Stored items
+ + + +

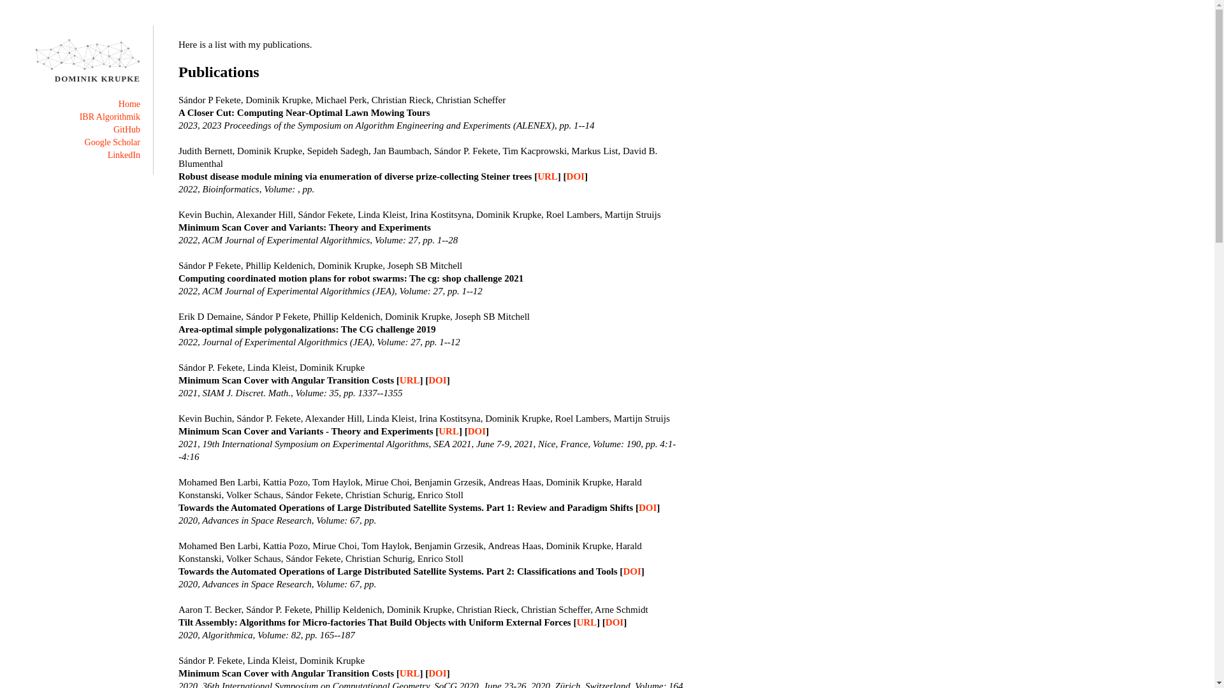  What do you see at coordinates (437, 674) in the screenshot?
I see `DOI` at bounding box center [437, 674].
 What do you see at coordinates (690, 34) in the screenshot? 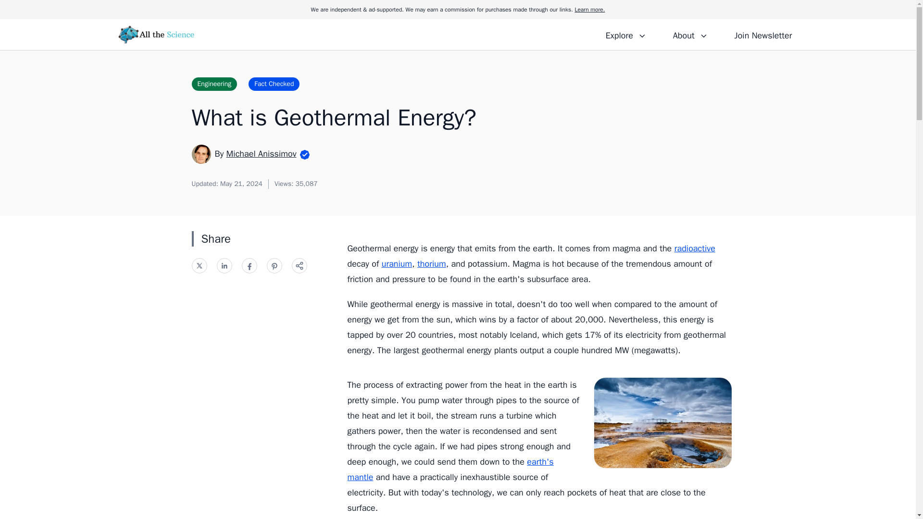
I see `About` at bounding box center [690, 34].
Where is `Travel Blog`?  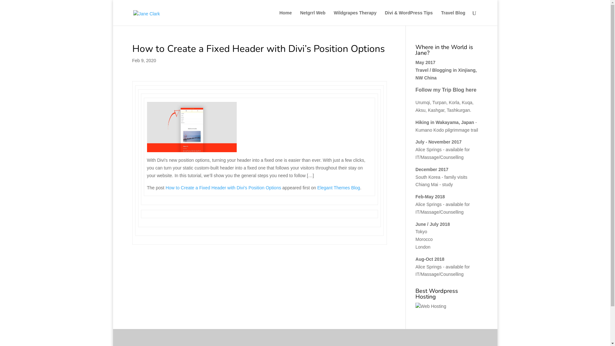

+ + + +

Transcribe exactly the lines that go from the one holding "What do you see at coordinates (690, 34)" through the last line of the entries, both included, and nothing besides them. Do not include any pictures.

• _Solution to this problem_
 What do you see at coordinates (690, 34) in the screenshot? 
I see `About` at bounding box center [690, 34].
Where is `Travel Blog`?  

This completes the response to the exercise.